Bootstrapping
fromEntrepreneur
1 day agoThe Deals You Didn't Make Are Teaching You How to Win Next Time - Use This Framework to Make It Happen
Missed opportunities can provide valuable lessons if analyzed correctly.
We power over 160,000 restaurants. So you can imagine the data that sits in our platform. This data creates value for operators, allowing them to benchmark prices and identify opportunities for improvement.
I consistently hear the same thing from small business owners: they're stretched too thin-acting as CEO, CFO, and COO all at once. Many are buried in spreadsheets and day‑to‑day decisions, with little time to step back and see what's really driving the business.
Every purchase you make as an entrepreneur is an investment decision, whether it's for a one-time $500 software subscription or a $500,000 equipment lease. What differentiates the successful founders from the struggling ones is how they approach each decision. Casual spenders leak margins over time, while founders who spend consciously build sustainable, profitable businesses. The key is learning to frame everyday spending through an investor's lens.
Entrepreneurs start homebuilding or land development companies, and right off the bat, it's all about finding and putting together deals and securing capital. After all, as a client once said, 'You know, all the company management is hypothetical if we don't have deals.' From that stems find 'em and finance 'em.
The emergence of so-called "agentic AI," systems that can perform tasks independently and support decisions, plays a central role in this. Two-thirds of respondents believe that there is currently more hype surrounding agentic AI than previous technological developments. At the same time, three-quarters are still discovering how this technology can be used effectively. According to Basware CEO Jason Kurtz, the time for experimentation is over; executives expect concrete results.
Good morning. During earnings calls this week, the CFOs of big tech companies, Meta and Microsoft, delivered a similar message: the AI race requires unprecedented capital spending, but that spending is disciplined, demand-driven, and ultimately margin-accretive rather than reckless. The companies urged investors to look past headline numbers and focus instead on utilization, long-term economics, and visible revenue traction.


**PROBLEM DETAILS:** Using the line that contains "Find the location of a" as the start, restate each line word for word through the final line of the material below, and return only those.

**STUDY MATERIAL:**

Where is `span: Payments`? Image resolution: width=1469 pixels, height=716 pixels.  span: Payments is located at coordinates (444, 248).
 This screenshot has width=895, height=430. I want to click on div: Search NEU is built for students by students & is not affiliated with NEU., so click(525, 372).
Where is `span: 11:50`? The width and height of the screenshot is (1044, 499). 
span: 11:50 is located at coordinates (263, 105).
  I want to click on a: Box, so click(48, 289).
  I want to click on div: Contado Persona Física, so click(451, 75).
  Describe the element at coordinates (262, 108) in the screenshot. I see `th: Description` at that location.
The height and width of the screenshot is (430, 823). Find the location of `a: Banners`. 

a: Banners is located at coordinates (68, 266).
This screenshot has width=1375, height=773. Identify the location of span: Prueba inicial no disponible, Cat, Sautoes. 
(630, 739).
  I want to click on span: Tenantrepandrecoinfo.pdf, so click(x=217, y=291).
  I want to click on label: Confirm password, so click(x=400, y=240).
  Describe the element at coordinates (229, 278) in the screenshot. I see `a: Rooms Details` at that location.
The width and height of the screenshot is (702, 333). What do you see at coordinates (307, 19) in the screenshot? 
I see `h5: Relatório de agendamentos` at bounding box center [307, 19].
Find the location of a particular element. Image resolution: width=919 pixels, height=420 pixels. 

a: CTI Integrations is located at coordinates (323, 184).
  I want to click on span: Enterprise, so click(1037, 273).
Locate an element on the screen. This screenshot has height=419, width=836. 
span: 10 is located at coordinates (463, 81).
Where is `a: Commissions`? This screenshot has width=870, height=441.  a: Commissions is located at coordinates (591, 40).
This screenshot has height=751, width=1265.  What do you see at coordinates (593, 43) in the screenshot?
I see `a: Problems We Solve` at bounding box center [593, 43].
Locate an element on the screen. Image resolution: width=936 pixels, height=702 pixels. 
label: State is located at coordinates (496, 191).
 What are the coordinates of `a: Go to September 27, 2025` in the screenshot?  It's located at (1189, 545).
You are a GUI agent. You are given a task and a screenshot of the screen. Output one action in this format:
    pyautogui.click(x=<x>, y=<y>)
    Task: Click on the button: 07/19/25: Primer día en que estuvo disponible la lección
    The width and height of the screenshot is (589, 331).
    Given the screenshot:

**OUTPUT OF THE EXERCISE:**
Find the location of a particular element. Image resolution: width=919 pixels, height=420 pixels. 

a: CTI Integrations is located at coordinates (323, 184).
  I want to click on span: Enterprise, so click(1037, 273).
Locate an element on the screen. This screenshot has height=419, width=836. 
span: 10 is located at coordinates (463, 81).
Where is `a: Commissions`? This screenshot has width=870, height=441.  a: Commissions is located at coordinates (591, 40).
This screenshot has height=751, width=1265.  What do you see at coordinates (593, 43) in the screenshot?
I see `a: Problems We Solve` at bounding box center [593, 43].
Locate an element on the screen. Image resolution: width=936 pixels, height=702 pixels. 
label: State is located at coordinates (496, 191).
 What are the coordinates of `a: Go to September 27, 2025` in the screenshot?  It's located at (1189, 545).
You are a GUI agent. You are given a task and a screenshot of the screen. Output one action in this format:
    pyautogui.click(x=<x>, y=<y>)
    Task: Click on the button: 07/19/25: Primer día en que estuvo disponible la lección
    The width and height of the screenshot is (589, 331).
    Given the screenshot:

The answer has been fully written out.